To me, some of the most valuable material is found in Chapter 4, "The Value of Thinking in Three Dimensions":

  • product-service innovation
  • market definition innovation
  • process/business model innovation

I agree with them that although product and service innovation are the cornerstones of most innovation programs (e.g. Microsoft Windows and Voice-over-Internet-Protocol telephony), there are perhaps even greater opportunities in the other two dimensions, market definition innovation (which reflects the leverage possible from existing customer and supplier relationships) and process/business model innovation (which can create a competitive advantage that lasts longer than that from sustaining product or service innovations).

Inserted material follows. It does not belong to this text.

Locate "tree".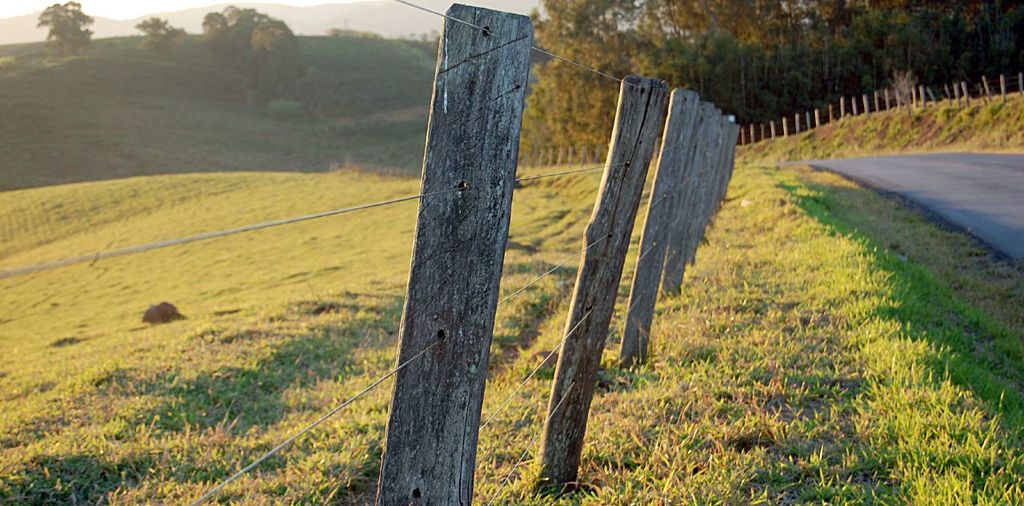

The book isn’t a difficult read but will cause you to think, so if you don’t mind exercising your brain you might like picking this one up.

 

 

Driving the Bus

busA colleague of mine, Charlie Hagan, had a unique scale for assessing professional experience and competence. He would describe someone as either having: driven the bus, ridden on the bus, seen the bus drive by, say "what bus?", or be thrown off or under the bus. I was recently reminded of this scale while talking with a self proclaimed organizational development expert who must have been on different buses from the ones I’ve been riding and driving on my lean sigma journey. Organizational transformation, like oil on water, can live comfortably on the surface of an organization resistant to penetrating the fiber and makeup of the culture. Transformation is a major undertaking that comes at a high price. A positive organizational culture reinforces the core beliefs and behaviors that a leader desires while weakening the values and actions the leader rejects. A negative culture becomes toxic, poisoning the life of the organization and hindering any future potential for growth. When dysfunction is detected and cultural change is needed, a major overhaul is called for. Cultures do not readily adjust. A serious mistake made by many leaders is to try to forcefully change the mindsets of those within an organization. Managers often try to force, rather than lead the change. Organizational transformation imposed on followers first is almost always resisted and resented by the followers. Successful leaders first impose change on themselves and then cultivate it in others. As Charlie would say, "Sometimes you got to drive the bus."